Stored records:
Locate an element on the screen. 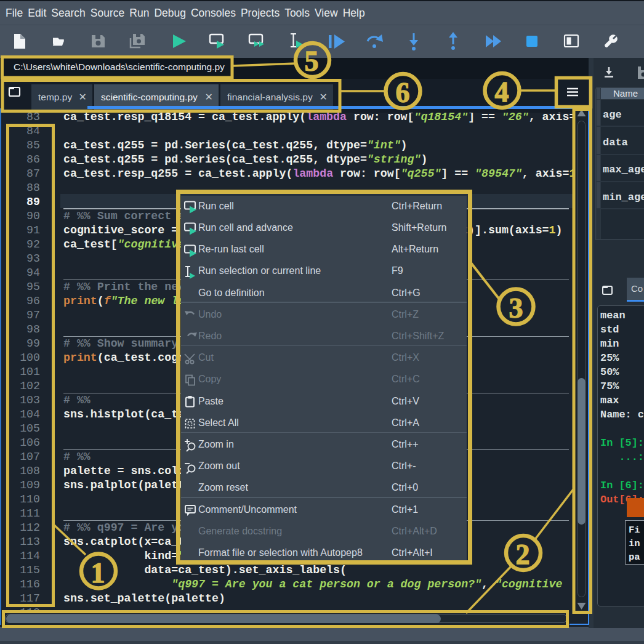 The image size is (644, 644). svg-text: 2 is located at coordinates (523, 554).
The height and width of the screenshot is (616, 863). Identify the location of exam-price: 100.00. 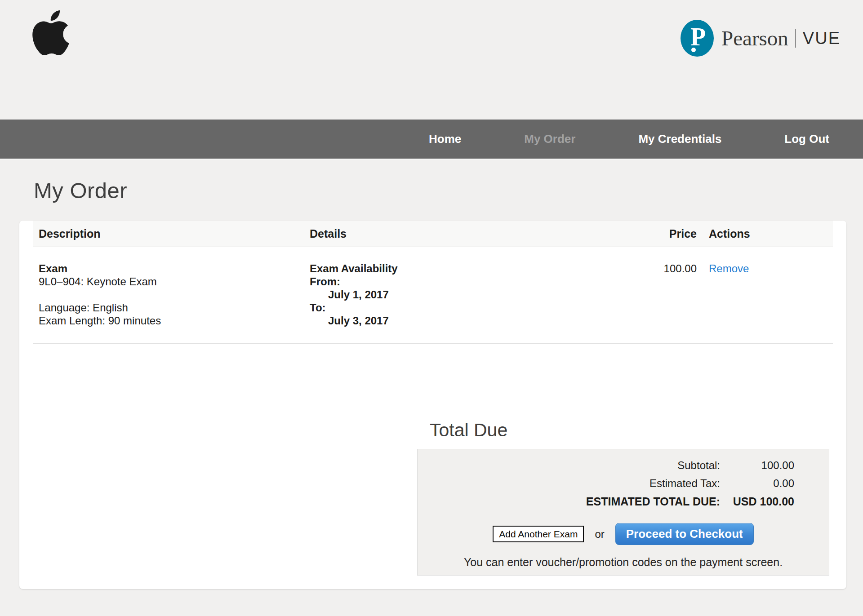
(647, 295).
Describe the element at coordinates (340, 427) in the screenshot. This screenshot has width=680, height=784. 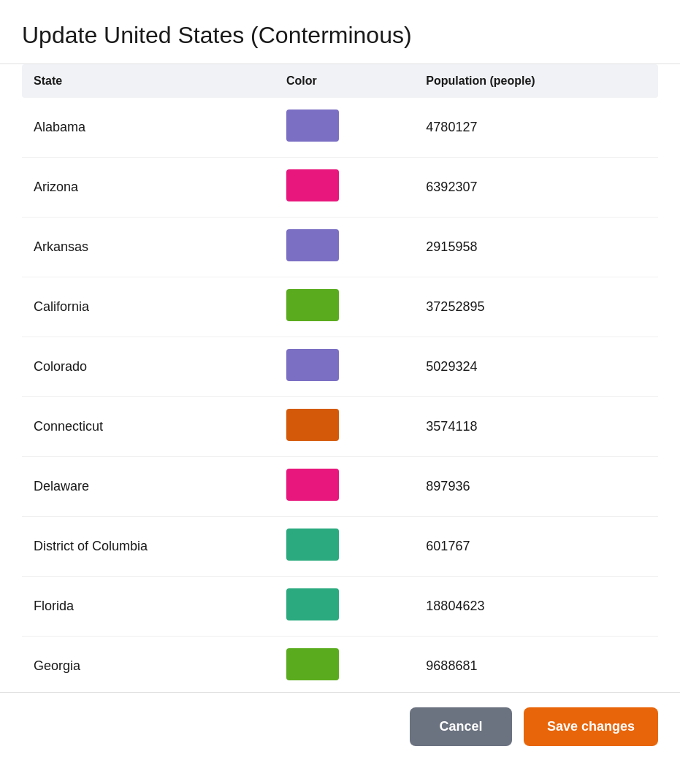
I see `table-row: Connecticut3574118` at that location.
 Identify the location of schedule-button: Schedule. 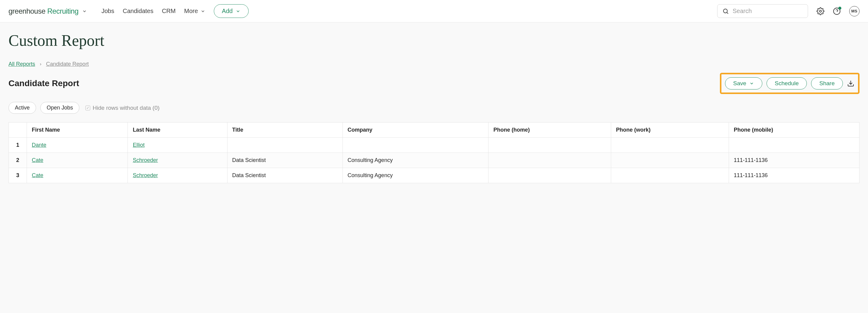
(786, 83).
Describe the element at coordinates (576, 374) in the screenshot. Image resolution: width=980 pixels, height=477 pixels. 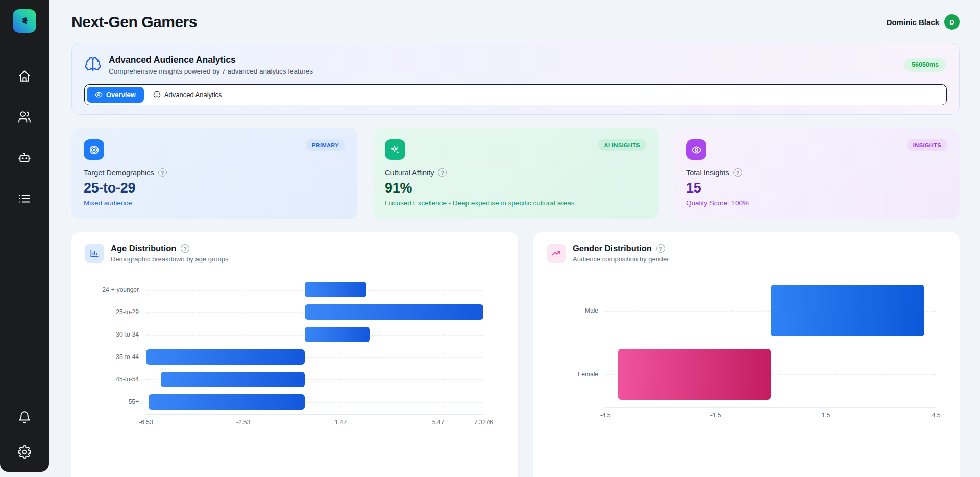
I see `category-label: Female` at that location.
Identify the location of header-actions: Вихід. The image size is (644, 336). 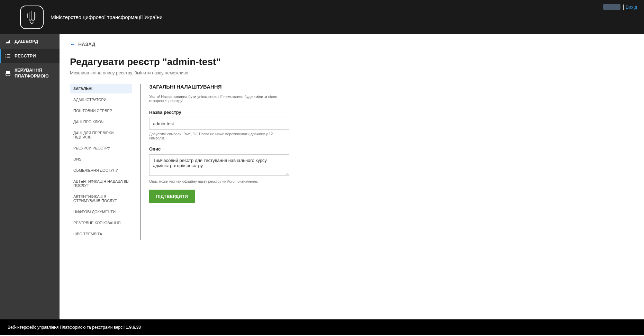
(620, 7).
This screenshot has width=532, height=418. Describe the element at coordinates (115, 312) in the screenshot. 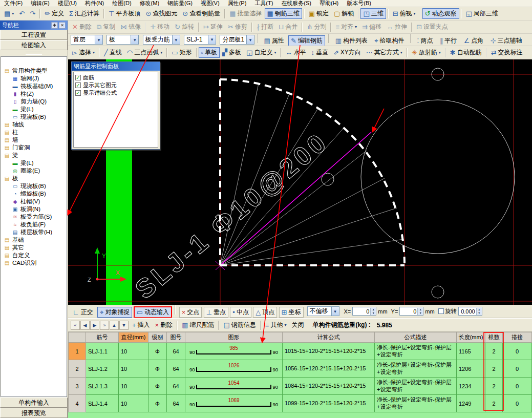

I see `osnap-button: ⌖ 对象捕捉` at that location.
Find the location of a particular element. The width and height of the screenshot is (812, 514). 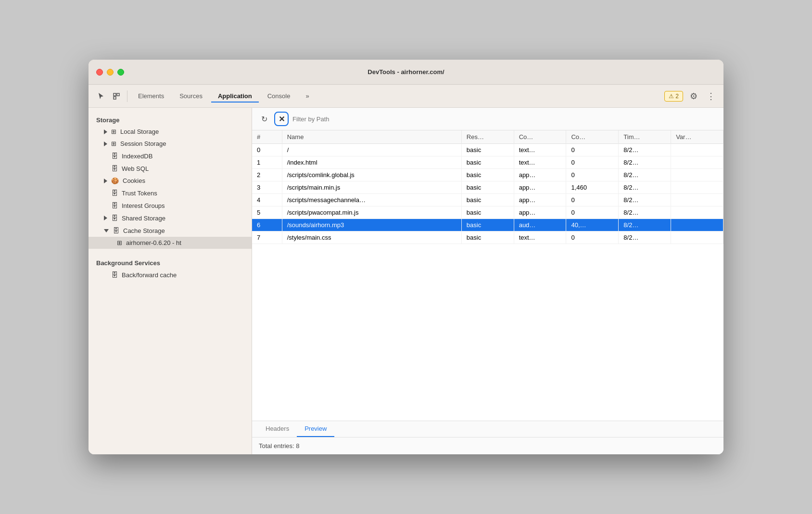

tab-sources: Sources is located at coordinates (191, 96).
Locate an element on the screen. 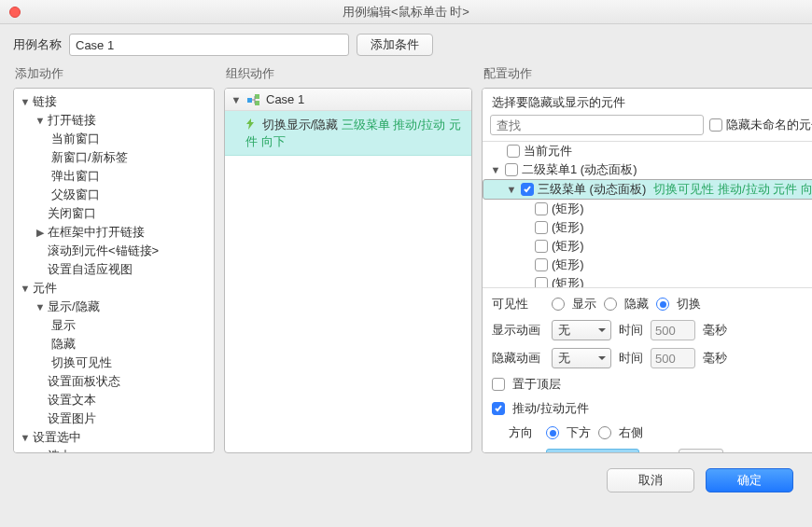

Task to carry out:
Write out exactly the lines beginning with the line that holds "Find the location" and ending with the final line of the data, both ends included, without the pictures.

Answer box:
Find the location of a particular element. The width and height of the screenshot is (812, 514). 

tab-sources: Sources is located at coordinates (191, 96).
Locate an element on the screen. 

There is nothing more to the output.